The various partnerships between MOOC providers and colleges can give the appearance that this new species of online education is making swift, possibly disruptive inroads. Indeed, the videos, automatically graded homework assignments, and data tools that Coursera, edX, and Udacity developed for their massive open online courses could be used by professors in their credit-bearing courses.

However, when it comes to granting credit to students who take a free-floating MOOC instead of a tuition-based course at a traditional university, institutions remain largely in control of what courses they will abide and how many credits they will allow students to transfer in from such sources.

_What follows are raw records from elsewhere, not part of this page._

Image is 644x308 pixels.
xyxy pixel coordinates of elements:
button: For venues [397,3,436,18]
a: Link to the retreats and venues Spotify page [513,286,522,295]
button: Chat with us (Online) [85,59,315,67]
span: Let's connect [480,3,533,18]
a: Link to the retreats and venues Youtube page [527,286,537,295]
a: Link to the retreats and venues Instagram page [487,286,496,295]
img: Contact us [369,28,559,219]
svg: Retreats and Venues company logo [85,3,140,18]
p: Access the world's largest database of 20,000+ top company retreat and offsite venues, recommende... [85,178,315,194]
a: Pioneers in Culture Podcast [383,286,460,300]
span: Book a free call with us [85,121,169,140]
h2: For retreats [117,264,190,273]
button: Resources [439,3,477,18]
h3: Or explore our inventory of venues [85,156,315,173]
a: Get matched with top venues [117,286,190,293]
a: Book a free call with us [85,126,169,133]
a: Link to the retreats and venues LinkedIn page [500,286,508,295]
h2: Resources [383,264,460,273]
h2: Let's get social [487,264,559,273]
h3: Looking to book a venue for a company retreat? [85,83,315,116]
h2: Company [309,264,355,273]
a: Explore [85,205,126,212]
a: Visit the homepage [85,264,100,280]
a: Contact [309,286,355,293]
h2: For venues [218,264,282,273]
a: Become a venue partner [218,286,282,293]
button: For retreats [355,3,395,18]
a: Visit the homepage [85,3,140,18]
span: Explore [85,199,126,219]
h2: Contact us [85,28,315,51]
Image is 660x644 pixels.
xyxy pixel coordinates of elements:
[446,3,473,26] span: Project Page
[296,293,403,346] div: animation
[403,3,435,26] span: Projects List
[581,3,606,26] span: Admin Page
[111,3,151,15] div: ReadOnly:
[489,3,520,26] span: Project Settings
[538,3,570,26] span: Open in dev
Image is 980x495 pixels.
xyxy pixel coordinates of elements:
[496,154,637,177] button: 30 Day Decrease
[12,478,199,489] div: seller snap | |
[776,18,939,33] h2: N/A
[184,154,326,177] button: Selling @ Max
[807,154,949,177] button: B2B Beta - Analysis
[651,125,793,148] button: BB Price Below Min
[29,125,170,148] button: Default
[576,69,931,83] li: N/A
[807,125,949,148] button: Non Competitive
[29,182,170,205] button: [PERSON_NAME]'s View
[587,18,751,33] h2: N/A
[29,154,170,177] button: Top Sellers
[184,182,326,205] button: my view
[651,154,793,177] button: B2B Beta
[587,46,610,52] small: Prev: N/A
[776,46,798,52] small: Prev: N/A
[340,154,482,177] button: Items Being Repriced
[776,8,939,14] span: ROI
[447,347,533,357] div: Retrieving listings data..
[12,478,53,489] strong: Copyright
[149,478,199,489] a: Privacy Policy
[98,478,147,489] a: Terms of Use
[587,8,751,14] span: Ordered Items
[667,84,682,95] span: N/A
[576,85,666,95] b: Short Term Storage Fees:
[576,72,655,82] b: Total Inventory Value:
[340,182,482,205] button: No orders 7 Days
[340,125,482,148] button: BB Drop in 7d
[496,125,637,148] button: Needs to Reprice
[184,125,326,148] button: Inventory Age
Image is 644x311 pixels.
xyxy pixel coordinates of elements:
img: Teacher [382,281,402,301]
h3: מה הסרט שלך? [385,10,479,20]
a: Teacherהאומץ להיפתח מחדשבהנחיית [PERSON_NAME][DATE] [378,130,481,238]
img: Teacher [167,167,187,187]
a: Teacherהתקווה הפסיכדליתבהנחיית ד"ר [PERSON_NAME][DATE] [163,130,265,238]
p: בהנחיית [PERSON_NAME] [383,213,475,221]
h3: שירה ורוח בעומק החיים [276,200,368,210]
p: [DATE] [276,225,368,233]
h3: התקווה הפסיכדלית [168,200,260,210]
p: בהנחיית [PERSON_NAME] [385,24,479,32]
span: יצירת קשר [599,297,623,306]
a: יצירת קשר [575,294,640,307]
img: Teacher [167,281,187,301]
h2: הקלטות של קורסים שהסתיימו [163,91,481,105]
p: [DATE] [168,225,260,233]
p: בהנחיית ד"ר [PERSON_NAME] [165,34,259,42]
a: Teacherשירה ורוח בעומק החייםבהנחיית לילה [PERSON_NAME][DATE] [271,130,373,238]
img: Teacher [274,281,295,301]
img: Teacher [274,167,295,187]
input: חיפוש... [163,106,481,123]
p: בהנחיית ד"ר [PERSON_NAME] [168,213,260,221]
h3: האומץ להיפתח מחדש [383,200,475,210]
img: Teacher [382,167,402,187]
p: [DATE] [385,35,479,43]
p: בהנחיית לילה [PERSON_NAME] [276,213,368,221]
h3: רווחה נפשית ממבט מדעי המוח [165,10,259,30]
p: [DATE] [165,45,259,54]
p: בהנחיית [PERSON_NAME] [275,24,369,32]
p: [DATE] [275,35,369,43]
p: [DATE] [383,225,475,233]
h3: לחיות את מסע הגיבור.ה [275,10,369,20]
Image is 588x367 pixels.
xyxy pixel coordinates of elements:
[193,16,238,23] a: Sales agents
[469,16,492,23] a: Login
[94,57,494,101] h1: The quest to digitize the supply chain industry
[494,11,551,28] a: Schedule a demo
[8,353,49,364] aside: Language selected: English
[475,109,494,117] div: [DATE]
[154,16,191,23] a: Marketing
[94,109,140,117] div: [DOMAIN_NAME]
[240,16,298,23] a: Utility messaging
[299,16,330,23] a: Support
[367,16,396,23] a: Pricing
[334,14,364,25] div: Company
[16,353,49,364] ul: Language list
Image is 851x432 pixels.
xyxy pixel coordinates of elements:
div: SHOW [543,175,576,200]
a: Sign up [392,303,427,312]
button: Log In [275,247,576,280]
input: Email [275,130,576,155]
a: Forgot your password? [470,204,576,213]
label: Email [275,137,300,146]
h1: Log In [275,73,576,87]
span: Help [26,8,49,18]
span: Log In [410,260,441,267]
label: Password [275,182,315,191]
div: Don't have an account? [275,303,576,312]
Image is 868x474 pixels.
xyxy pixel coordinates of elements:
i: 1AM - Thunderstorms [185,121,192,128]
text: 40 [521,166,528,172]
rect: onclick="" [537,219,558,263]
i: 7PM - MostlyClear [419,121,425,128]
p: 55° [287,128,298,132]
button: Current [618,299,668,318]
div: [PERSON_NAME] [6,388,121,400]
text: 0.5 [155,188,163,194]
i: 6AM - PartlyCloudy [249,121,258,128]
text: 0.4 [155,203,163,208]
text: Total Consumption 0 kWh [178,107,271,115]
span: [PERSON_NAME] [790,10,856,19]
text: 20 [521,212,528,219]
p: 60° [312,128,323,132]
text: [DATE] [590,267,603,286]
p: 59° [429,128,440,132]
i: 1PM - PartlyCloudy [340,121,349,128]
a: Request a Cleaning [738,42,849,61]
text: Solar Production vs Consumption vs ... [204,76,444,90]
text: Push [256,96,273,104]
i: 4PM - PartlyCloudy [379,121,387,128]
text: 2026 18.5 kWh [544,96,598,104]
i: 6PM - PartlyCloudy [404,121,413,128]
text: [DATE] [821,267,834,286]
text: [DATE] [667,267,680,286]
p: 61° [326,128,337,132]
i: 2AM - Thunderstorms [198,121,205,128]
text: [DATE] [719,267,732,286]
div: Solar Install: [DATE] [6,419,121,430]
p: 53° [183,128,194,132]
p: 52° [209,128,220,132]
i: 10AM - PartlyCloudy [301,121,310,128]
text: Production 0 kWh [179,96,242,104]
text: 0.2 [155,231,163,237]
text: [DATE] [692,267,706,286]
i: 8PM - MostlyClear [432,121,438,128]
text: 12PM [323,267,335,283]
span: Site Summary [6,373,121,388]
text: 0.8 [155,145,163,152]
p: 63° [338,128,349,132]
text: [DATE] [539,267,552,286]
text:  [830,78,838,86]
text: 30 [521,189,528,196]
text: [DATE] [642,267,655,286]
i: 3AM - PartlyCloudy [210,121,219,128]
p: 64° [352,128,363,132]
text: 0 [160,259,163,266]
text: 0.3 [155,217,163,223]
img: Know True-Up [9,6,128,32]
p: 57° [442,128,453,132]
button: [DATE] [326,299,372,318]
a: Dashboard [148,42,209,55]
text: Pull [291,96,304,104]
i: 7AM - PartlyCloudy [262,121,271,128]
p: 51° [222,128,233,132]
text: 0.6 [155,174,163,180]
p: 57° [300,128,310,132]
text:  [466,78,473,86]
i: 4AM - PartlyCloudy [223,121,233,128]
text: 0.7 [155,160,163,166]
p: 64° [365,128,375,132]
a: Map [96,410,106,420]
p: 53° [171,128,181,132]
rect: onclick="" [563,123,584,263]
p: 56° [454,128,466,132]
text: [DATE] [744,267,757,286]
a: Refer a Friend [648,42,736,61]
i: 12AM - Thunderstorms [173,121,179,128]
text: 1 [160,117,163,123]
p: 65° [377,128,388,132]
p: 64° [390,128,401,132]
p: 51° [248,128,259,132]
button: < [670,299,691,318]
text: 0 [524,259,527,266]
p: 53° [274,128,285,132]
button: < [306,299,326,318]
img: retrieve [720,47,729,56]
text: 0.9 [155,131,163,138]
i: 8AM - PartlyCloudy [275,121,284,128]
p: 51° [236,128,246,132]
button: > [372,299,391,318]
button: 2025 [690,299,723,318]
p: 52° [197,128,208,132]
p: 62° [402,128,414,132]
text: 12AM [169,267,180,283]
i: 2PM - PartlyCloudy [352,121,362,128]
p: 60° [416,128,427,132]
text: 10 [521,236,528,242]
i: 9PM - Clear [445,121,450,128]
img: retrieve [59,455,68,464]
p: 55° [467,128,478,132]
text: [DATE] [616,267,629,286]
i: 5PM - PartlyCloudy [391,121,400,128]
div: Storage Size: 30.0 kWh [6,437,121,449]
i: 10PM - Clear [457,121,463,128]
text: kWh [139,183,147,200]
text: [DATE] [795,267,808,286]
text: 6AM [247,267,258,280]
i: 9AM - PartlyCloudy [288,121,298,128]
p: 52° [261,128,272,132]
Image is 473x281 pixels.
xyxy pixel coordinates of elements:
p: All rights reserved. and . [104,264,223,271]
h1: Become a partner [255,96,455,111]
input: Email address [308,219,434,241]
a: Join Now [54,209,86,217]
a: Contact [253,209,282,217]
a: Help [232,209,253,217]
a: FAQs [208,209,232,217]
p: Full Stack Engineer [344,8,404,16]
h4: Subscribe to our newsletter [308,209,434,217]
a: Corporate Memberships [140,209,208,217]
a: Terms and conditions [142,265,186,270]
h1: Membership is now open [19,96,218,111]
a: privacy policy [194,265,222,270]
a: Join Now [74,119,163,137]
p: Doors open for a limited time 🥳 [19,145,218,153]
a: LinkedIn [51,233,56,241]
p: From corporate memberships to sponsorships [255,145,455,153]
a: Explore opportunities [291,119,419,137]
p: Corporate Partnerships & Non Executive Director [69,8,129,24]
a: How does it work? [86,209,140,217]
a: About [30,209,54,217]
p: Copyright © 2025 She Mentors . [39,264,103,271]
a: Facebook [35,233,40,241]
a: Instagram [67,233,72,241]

The American Council on Education, which advises college presidents on policy, has evaluated eight MOOCs—four from Coursera and four from Udacity—and recommended to its members that students who pass those courses should be awarded transfer credits. It remains to be seen how many of those colleges will take the council\’s advice.

Some have expressed interest in at least dipping their toes in the water.

The University Professional & Continuing Education Association, a Washington-based group, has received a contract from the council to study how well students from the council-approved MOOCs perform in subsequent college courses.

In setting up the research project, the association identified seven institutions willing to award transfer credit to students who have passed those free courses, says Ray Schroeder, associate vice chancellor for online learning at the University of Illinois at Springfield, who is directing the study.

The seven institutions, which include a mix of public and for-profit universities, are the American Public University system, Central Michigan University, Kaplan University, Regis University, the State University of New York\’s Empire State College, University of Maryland University College, and Western Carolina University.

\”We expect to see a number of students at those universities who will be receiving credit for the fall term,\” says Mr. Schroeder.

That number is likely to be on the order of hundreds rather than thousands, he guesses. That\’s not a revolution, not yet anyway. But it is greater than zero.